Frequently asked questions

Is resin always smoother than FDM?+

Yes, by roughly an order of magnitude. Resin printers expose 0.025 to 0.05mm layers using an LCD or DLP mask, which produces layer lines that are nearly invisible to the eye. FDM printers extrude 0.08 to 0.2mm layers from a nozzle, which leaves visible horizontal banding. A well-tuned FDM print can approach resin smoothness on the top and side surfaces but never matches it on detailed features. For miniatures, jewelry, and figurines, resin is the right tool.

What FDM layer height gives the smoothest finish?+

0.08mm to 0.12mm for the smoothest visible result, with 0.12mm being the practical sweet spot. Going below 0.08mm rarely produces a visible improvement and roughly doubles print time. 0.16mm is the FDM default and looks fine on most parts but has visible lines at any viewing angle. 0.2mm or higher is for fast prints and shows obvious banding. The cooling fan profile, retraction settings, and flow rate calibration matter as much as layer height for the final surface.
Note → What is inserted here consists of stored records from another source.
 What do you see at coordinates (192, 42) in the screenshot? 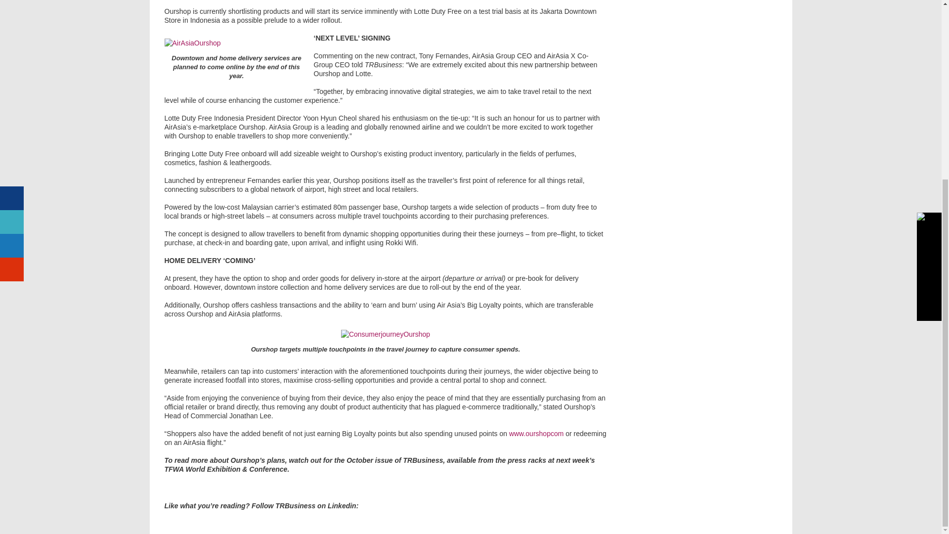
I see `AirAsiaOurshop` at bounding box center [192, 42].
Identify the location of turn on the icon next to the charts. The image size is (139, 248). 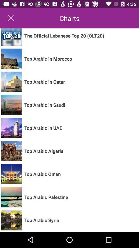
(11, 18).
Do I need a 0.2mm nozzle for smooth FDM prints?+

Not for surface smoothness, but yes for fine details. A 0.2mm nozzle prints sharper vertical features (text, small geometry, thin walls) than the standard 0.4mm. It does not change layer line visibility on the side of a print, which depends on layer height and not nozzle width. For most users wanting smoother prints, drop layer height first and only change the nozzle if you also need finer X-Y detail.
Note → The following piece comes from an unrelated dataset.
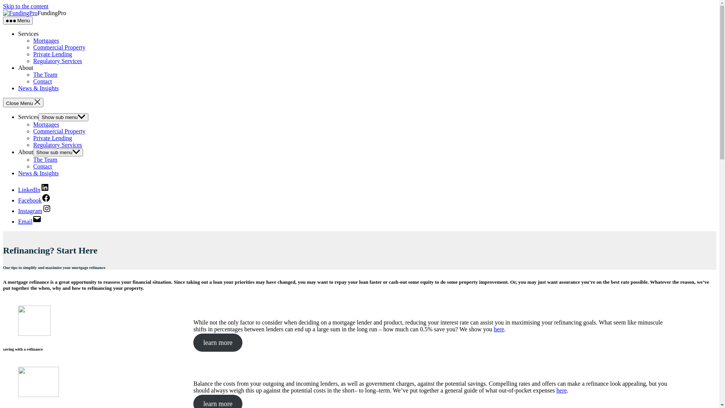  Describe the element at coordinates (59, 131) in the screenshot. I see `Commercial Property` at that location.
Can I use chemical smoothing on PLA?+

No, PLA does not respond to common solvents. ABS smooths in acetone vapor, PETG smooths poorly, and PLA stays unchanged in acetone, alcohol, and most solvents. PLA can be sanded (200 to 1500 grit progression) or coated with filler primer for a smooth paint finish, but it cannot be vapor-smoothed. For chemical smoothing, print in ABS or ASA. For paint-grade smoothness on PLA, sand and prime.

How long does a smooth resin print actually take?+

Roughly 2 to 4 hours for a 60mm tall figurine at 0.05mm layers on a current mono LCD printer. The print itself takes 90 to 150 minutes, the IPA wash takes 5 to 8 minutes, and the UV cure takes 5 to 10 minutes. The bottleneck on resin print time is the layer count (height divided by layer height), not the X-Y area, because the LCD exposes the whole layer at once. A 200mm wide print takes the same time as a 30mm wide print at equal height.

Priya Sharma
Author

Priya Sharma

Beauty & Lifestyle Editor

Priya Sharma writes for The Tested Hub.